Using a hierarchical model framework to investigate the relationships between fish spawning and abiotic factors for environmental flow management

2021 
Abstract The construction of dams worldwide has substantially altered natural flow and thermal regimes, leading to profound influences on fish spawning. Environmental flow (EFlow) assessments provide information on the links between river flow and river health and are a useful technique for specifically restoring species’ life-history requirements. A full understanding of the abiotic–biotic relationships coupled with information on hydrological events and ecological processes is a vital step for acquiring explicit water management options. However, the incorporation of concurrent and antecedent flow, thermal parameters, and other water quality information, particularly their complex interaction effects, into the prediction of the relationships between fish spawning and abiotic factors is poorly studied. The present study proposes a hierarchical modeling framework that accounts for the different concurrent and antecedent habitat factors and the interaction effects between factors to predict the spawning intensities of three important endemic fish species (which spawn drifting eggs) collected from the upper Yangtze River, China. Our results show that 1) the abiotic factors significantly affecting fish spawning vary with species, and these factors are intricately linked to species-specific ecology; 2) the water transparency during spawning and the accumulated temperature before spawning are important predictors of the spawning intensity of some fish species, while the effective duration of rising flow discharge before spawning plays a consistently important role in affecting the spawning intensity of all three fish species; and 3) there are explicit interaction effects, mainly between the hydrological and thermal variables, on fish spawning intensity. The present study suggests that investigation of the relationships between fish spawning and abiotic factors should not only analyze individual species but should also fully consider the accumulated temperature and effective duration of flow discharge rising before spawning, as well as the interaction effects between habitat factors.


** Exercise requirements **
No pictures should be carried over. Output all other parts of the entries verbatim.

** Supplied material **
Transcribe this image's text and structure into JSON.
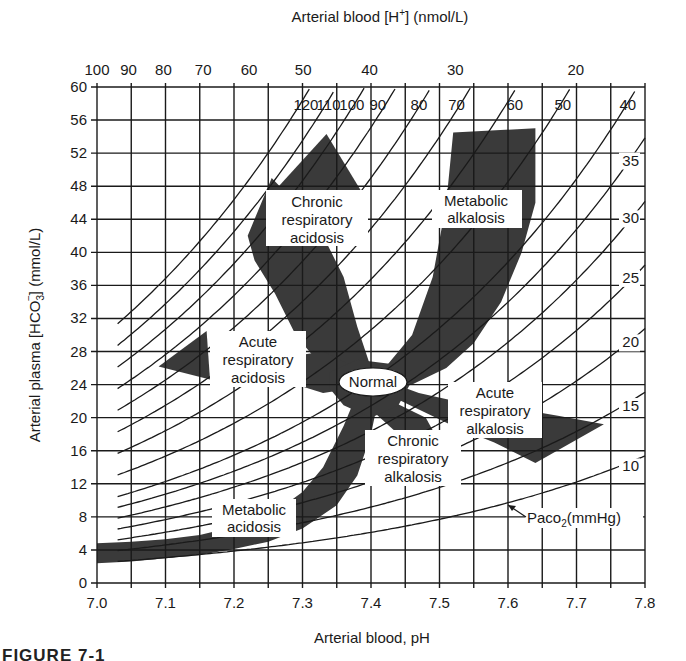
{
  "chart_data": {
    "type": "nomogram",
    "title": "",
    "xlabel": "Arterial blood, pH",
    "ylabel": "Arterial plasma [HCO3-] (mmol/L)",
    "top_xlabel": "Arterial blood [H+] (nmol/L)",
    "xlim": [
      7.0,
      7.8
    ],
    "ylim": [
      0,
      60
    ],
    "grid": true,
    "x_ticks": [
      "7.0",
      "7.1",
      "7.2",
      "7.3",
      "7.4",
      "7.5",
      "7.6",
      "7.7",
      "7.8"
    ],
    "x_minor_step": 0.05,
    "y_ticks": [
      "0",
      "4",
      "8",
      "12",
      "16",
      "20",
      "24",
      "28",
      "32",
      "36",
      "40",
      "44",
      "48",
      "52",
      "56",
      "60"
    ],
    "top_ticks": [
      {
        "label": "100",
        "pH": 7.0
      },
      {
        "label": "90",
        "pH": 7.046
      },
      {
        "label": "80",
        "pH": 7.097
      },
      {
        "label": "70",
        "pH": 7.155
      },
      {
        "label": "60",
        "pH": 7.222
      },
      {
        "label": "50",
        "pH": 7.301
      },
      {
        "label": "40",
        "pH": 7.398
      },
      {
        "label": "30",
        "pH": 7.523
      },
      {
        "label": "20",
        "pH": 7.699
      }
    ],
    "isopleth_label": "PaCO2(mmHg)",
    "isopleths_pco2": [
      10,
      15,
      20,
      25,
      30,
      35,
      40,
      50,
      60,
      70,
      80,
      90,
      100,
      110,
      120
    ],
    "isopleth_labels_top": [
      "120",
      "110",
      "100",
      "90",
      "80",
      "70",
      "60",
      "50",
      "40"
    ],
    "isopleth_labels_right": [
      "35",
      "30",
      "25",
      "20",
      "15",
      "10"
    ],
    "regions": [
      {
        "name": "Normal",
        "label": "Normal",
        "center": [
          7.4,
          24
        ]
      },
      {
        "name": "Acute respiratory acidosis",
        "label": "Acute respiratory acidosis"
      },
      {
        "name": "Chronic respiratory acidosis",
        "label": "Chronic respiratory acidosis"
      },
      {
        "name": "Metabolic alkalosis",
        "label": "Metabolic alkalosis"
      },
      {
        "name": "Acute respiratory alkalosis",
        "label": "Acute respiratory alkalosis"
      },
      {
        "name": "Chronic respiratory alkalosis",
        "label": "Chronic respiratory alkalosis"
      },
      {
        "name": "Metabolic acidosis",
        "label": "Metabolic acidosis"
      }
    ],
    "colors": {
      "band": "#3a3a3a",
      "grid": "#1a1a1a",
      "background": "#ffffff"
    }
  },
  "labels": {
    "top_axis_title": "Arterial blood [H",
    "top_axis_sup": "+",
    "top_axis_tail": "] (nmol/L)",
    "x_axis_title": "Arterial blood, pH",
    "y_axis_title_a": "Arterial plasma [HCO",
    "y_axis_sub": "3",
    "y_axis_sup": "−",
    "y_axis_title_b": "] (mmol/L)",
    "paco2_a": "Paco",
    "paco2_sub": "2",
    "paco2_b": "(mmHg)",
    "normal": "Normal",
    "chronic_resp_acidosis": [
      "Chronic",
      "respiratory",
      "acidosis"
    ],
    "metabolic_alkalosis": [
      "Metabolic",
      "alkalosis"
    ],
    "acute_resp_acidosis": [
      "Acute",
      "respiratory",
      "acidosis"
    ],
    "acute_resp_alkalosis": [
      "Acute",
      "respiratory",
      "alkalosis"
    ],
    "chronic_resp_alkalosis": [
      "Chronic",
      "respiratory",
      "alkalosis"
    ],
    "metabolic_acidosis": [
      "Metabolic",
      "acidosis"
    ],
    "caption": "FIGURE 7-1"
  }
}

** Written answer **
Transcribe this image's text and structure into JSON.
{
  "chart_data": {
    "type": "nomogram",
    "title": "",
    "xlabel": "Arterial blood, pH",
    "ylabel": "Arterial plasma [HCO3-] (mmol/L)",
    "top_xlabel": "Arterial blood [H+] (nmol/L)",
    "xlim": [
      7.0,
      7.8
    ],
    "ylim": [
      0,
      60
    ],
    "grid": true,
    "x_ticks": [
      "7.0",
      "7.1",
      "7.2",
      "7.3",
      "7.4",
      "7.5",
      "7.6",
      "7.7",
      "7.8"
    ],
    "x_minor_step": 0.05,
    "y_ticks": [
      "0",
      "4",
      "8",
      "12",
      "16",
      "20",
      "24",
      "28",
      "32",
      "36",
      "40",
      "44",
      "48",
      "52",
      "56",
      "60"
    ],
    "top_ticks": [
      {
        "label": "100",
        "pH": 7.0
      },
      {
        "label": "90",
        "pH": 7.046
      },
      {
        "label": "80",
        "pH": 7.097
      },
      {
        "label": "70",
        "pH": 7.155
      },
      {
        "label": "60",
        "pH": 7.222
      },
      {
        "label": "50",
        "pH": 7.301
      },
      {
        "label": "40",
        "pH": 7.398
      },
      {
        "label": "30",
        "pH": 7.523
      },
      {
        "label": "20",
        "pH": 7.699
      }
    ],
    "isopleth_label": "PaCO2(mmHg)",
    "isopleths_pco2": [
      10,
      15,
      20,
      25,
      30,
      35,
      40,
      50,
      60,
      70,
      80,
      90,
      100,
      110,
      120
    ],
    "isopleth_labels_top": [
      "120",
      "110",
      "100",
      "90",
      "80",
      "70",
      "60",
      "50",
      "40"
    ],
    "isopleth_labels_right": [
      "35",
      "30",
      "25",
      "20",
      "15",
      "10"
    ],
    "regions": [
      {
        "name": "Normal",
        "label": "Normal",
        "center": [
          7.4,
          24
        ]
      },
      {
        "name": "Acute respiratory acidosis",
        "label": "Acute respiratory acidosis"
      },
      {
        "name": "Chronic respiratory acidosis",
        "label": "Chronic respiratory acidosis"
      },
      {
        "name": "Metabolic alkalosis",
        "label": "Metabolic alkalosis"
      },
      {
        "name": "Acute respiratory alkalosis",
        "label": "Acute respiratory alkalosis"
      },
      {
        "name": "Chronic respiratory alkalosis",
        "label": "Chronic respiratory alkalosis"
      },
      {
        "name": "Metabolic acidosis",
        "label": "Metabolic acidosis"
      }
    ],
    "colors": {
      "band": "#3a3a3a",
      "grid": "#1a1a1a",
      "background": "#ffffff"
    }
  },
  "labels": {
    "top_axis_title": "Arterial blood [H",
    "top_axis_sup": "+",
    "top_axis_tail": "] (nmol/L)",
    "x_axis_title": "Arterial blood, pH",
    "y_axis_title_a": "Arterial plasma [HCO",
    "y_axis_sub": "3",
    "y_axis_sup": "−",
    "y_axis_title_b": "] (mmol/L)",
    "paco2_a": "Paco",
    "paco2_sub": "2",
    "paco2_b": "(mmHg)",
    "normal": "Normal",
    "chronic_resp_acidosis": [
      "Chronic",
      "respiratory",
      "acidosis"
    ],
    "metabolic_alkalosis": [
      "Metabolic",
      "alkalosis"
    ],
    "acute_resp_acidosis": [
      "Acute",
      "respiratory",
      "acidosis"
    ],
    "acute_resp_alkalosis": [
      "Acute",
      "respiratory",
      "alkalosis"
    ],
    "chronic_resp_alkalosis": [
      "Chronic",
      "respiratory",
      "alkalosis"
    ],
    "metabolic_acidosis": [
      "Metabolic",
      "acidosis"
    ],
    "caption": "FIGURE 7-1"
  }
}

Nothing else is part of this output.